The New Cue #472 March 7: Hamilton Leithauser, Billy Nomates, The Nightingales, University, Dirty Faces, Black Country, New Road, Quade, Yoshika Colwell
"Music is basically treated like cheap internet trash."
Good morning,
Welcome to your weekly Recommender fix. Everyone is welcome here but only those who pay £5 a month to be fully-fledged TNC subscribers can come inside. Come on, don’t be left out there looking like a loser when all your mates have gone on in. They’re laughing at you. Besides, it’s good for us to make some money from this, it means we can keep doing it. Go on, be brave, salvation is but a click away:
In today’s edition, we’ve got a brilliant Release Valve Q&A with Hamilton Leithauser and a fully-stocked selection of Recommender picks for you to enjoy. Here’s this week’s playlist:
And here it is for the Apple Music heads. We’ll see you on Monday for a bumper Life & Times interview with Edwyn Collins.
Ted and Niall
Release Valve: Hamilton Leithauser
Let’s celebrate the release of This Side Of The Island, another magnificent and beautiful album by Hamilton Leithauser, the sometime singer with The Walkmen. We love The Walkmen, of course: their recent reunion delivered perhaps the most majestic live performances of their career. However, did they ever make an album quite as good from start to finish as This Side Of The Island? Up for debate. Here’s Hamilton…
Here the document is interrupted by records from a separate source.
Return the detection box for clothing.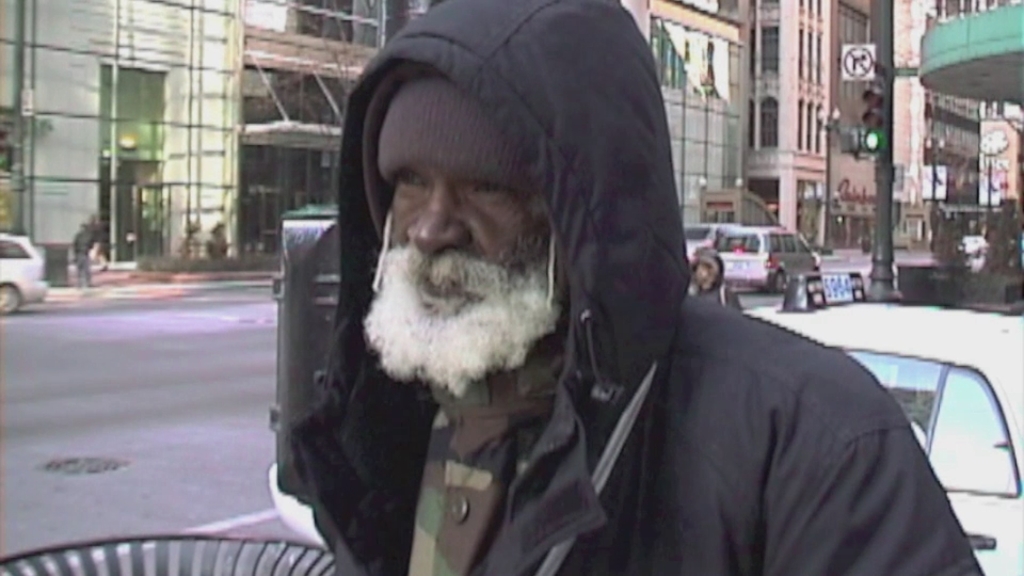
<box>306,21,864,574</box>.
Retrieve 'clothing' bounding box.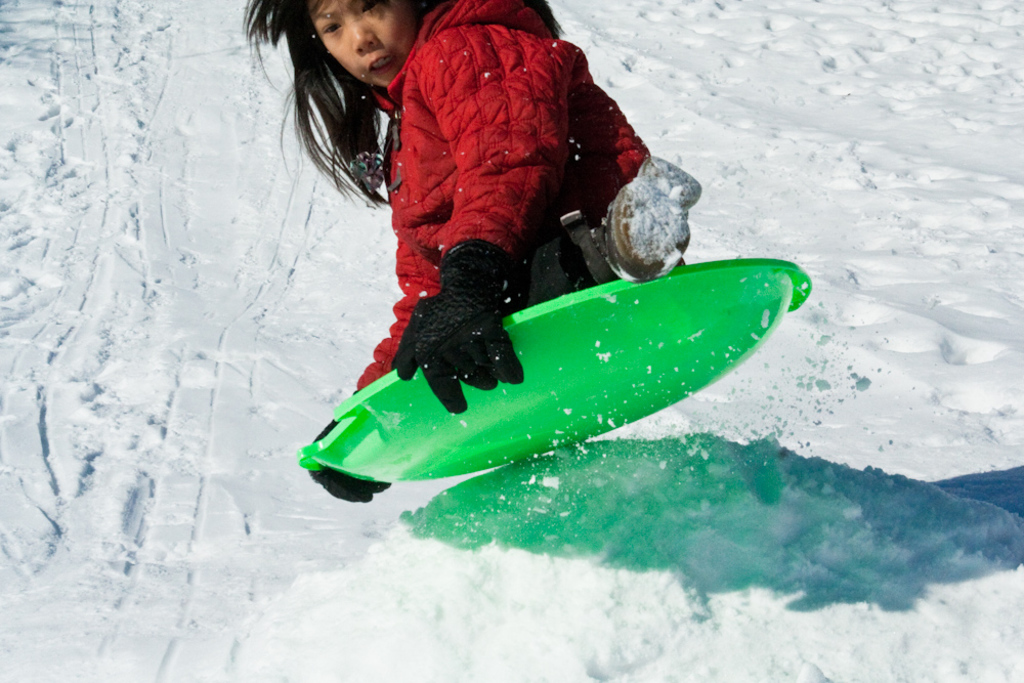
Bounding box: <box>337,3,673,377</box>.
The first record I loved was… Michael Jackson’s Thriller. I was four years old and I had it on cassette tape. But my copy was a little funny because we had these cassette recorders that were not like a boom box—they lay flat and had one tape deck, one speaker, and a built in mic somewhere near the speaker. My older cousin had the real copy of Thriller, so I found a blank tape, and we lay my recorder face down on his recorder, and hit play on his and hit record on mine. So I recorded the entire record from his speaker to my mic…just kinda mashed together. It didn’t sound great. There was also like dogs barking and little kids telling each other to shut up all over it. But I loved the record so much I listened to it over and over. I told my mom I wanted to be in a band and play “Beat It”, and I remember her telling me “well you’ll need to write your own songs”, and I was just heartbroken.
The last record I loved was… SOS by SZA. My daughters listen to pop music so I am totally up to date. A lot of what they love is a little boring, but SZA really stood out for me. I love her grooves and weird entrances. I like a lot of the pop star girls—but with weird consistency it’s the guys I find so boring. Most of the new rappers are just devoid of personality.
The musician I grew up most wanting to be is… Mick Jagger. My first love.